Dear PANARIANS,
It is time for a newsletter as this year’s courses are drawing to a close, and all next year’s dates are now set, and flying on the website.
There are few changes, if any, to the courses offered and their programmes. Composite courses are the new thing and they were thoroughly described in my last Newsletter. It means that for Basic and British courses, a One-day format will be followed immediately by a second day which is actually turning that one-day course into the Two-day version. Students who want to book for the two-day course will stay on, and they may be joined by new people who have previously done the one-day course, but now want to complete the second day of it. The format was tried out satisfactorily in October’s Basic course, so I have gone ahead to create six of these composite courses next year.
I had a stimulating trip to Sweden in the summer. While it was a holiday with no specific plan to visit bakeries or meet bakers, my chefing friend Peter Wright did whisk me off to visit bakeries. Although crispbreads are not a mainstream part of British baking, I found the range very interesting, with wheat, rye, and combinations of wheat/rye/barley. I have been practising since with a view to having a section on them in my book. In the shorter term, students attending any 3-day (request programmes) course could ask for Scandinavian crispbreads as part of their hoped-for personal programme.
Talking of the book, it is now pounding along at a vigorous pace (for a two-fingered typist). I need an illustrator. Please get in touch if you can connect me with a person capable of drawing hands manipulating dough. An area in which I have always felt that my book could excel is that difficult topic of showing and teaching how to shape dough, and generally capturing hand skills where they concern various bakerly tasks. I already have a great photographer, Nick Atkins, but I want to combine him with an illustrator.

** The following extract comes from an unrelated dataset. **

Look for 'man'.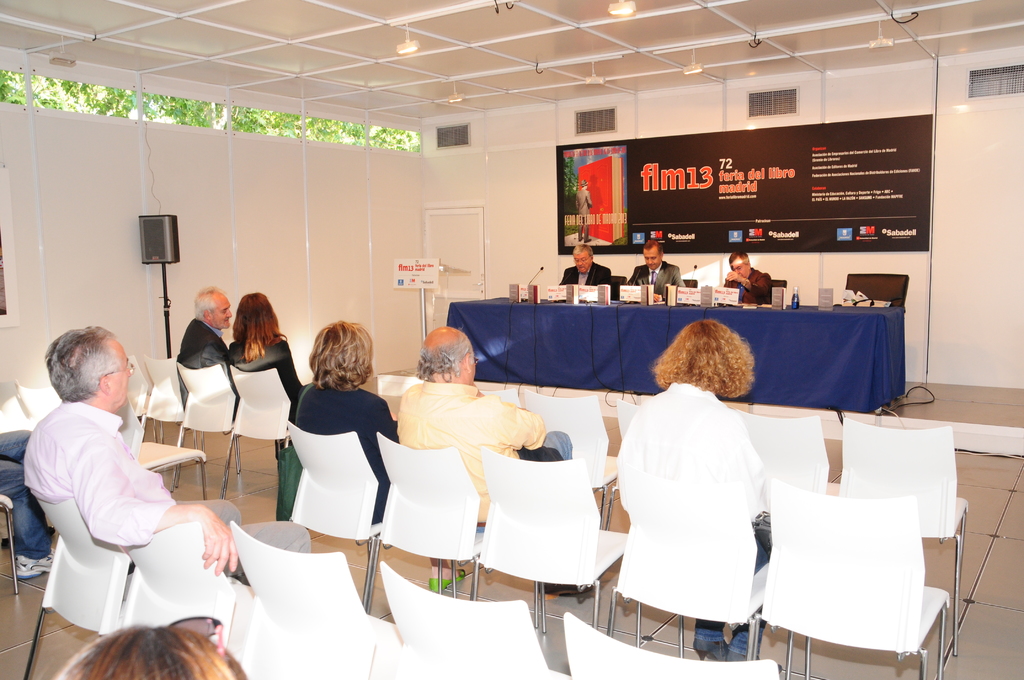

Course fees. Ever since the recession embedded itself in 2008 my only fee to have risen slightly is my consultancy fee. Your course fees have actually been reduced. However, with all costs gradually rising, I now feel it is appropriate for me to creep up the course fees. At the turn of the new year there will be the following changes: one-day course fee to rise from £160 to £175; two-day course fee to rise from £310 to £330. Staying unchanged are 3-day course fee (£480) and “apprentice” day Thursdays (£125).
The fees will not rise until January 1st. All bookings taken until December 31st shall be at the old 2012 rates.
Equipment for sale. On the baker’s equipment front there is one new item – the small pastrycook’s plastic scraper tool that is favoured by bakers too. Further good news is that at last I have obtained again a steady supply of masonry tiles suitable for placing into domestic ovens to act as a “bake stone”. They are unglazed terracottas, hand made in Mexico, and they are crying out for a plump cob, bloomer, or sourdough loaf to be slid onto their hot surface. Dimensions are 30cm x 30cm x 14 mm thick.
People ask – why have a baking tile or stone? Because you will get a real boost from the conducted heat punching the bottom of your loaf. The weakest feature of a domestic oven, and many fan-assisted chef”s ovens for that matter, is that the baking is primarily done merely by the circulation of hot air in convection currents. These ovens lack the masonry floor of bakers’ ovens where the bread is always placed on a very hot surface. With a hot tile in your oven you can at least emulate a baker’s oven. Imagine the “oven spring” you will get in your bread. Imagine the crisp bottom to your pizzas and pastries – no more “soggy bottom” on your apple pie.
People also ask about oven spring – what is it? and why is it important? It is important because it is the final signal that the fermentation of the bread has been properly managed. When the bread meets the extreme heat of the oven, there should be life left in it to cause a surge of yeast activity, plus the natural expansion of the gas within it which will respond to such heat. These factors combine to create oven spring – the rapid upward expansion of the loaf in the early stage of baking – usually displayed by some attractive tearing of the crust, and the pretty opening-out of the knife slashes given to the surface. When you are not getting oven spring it usually means there has been over-proving.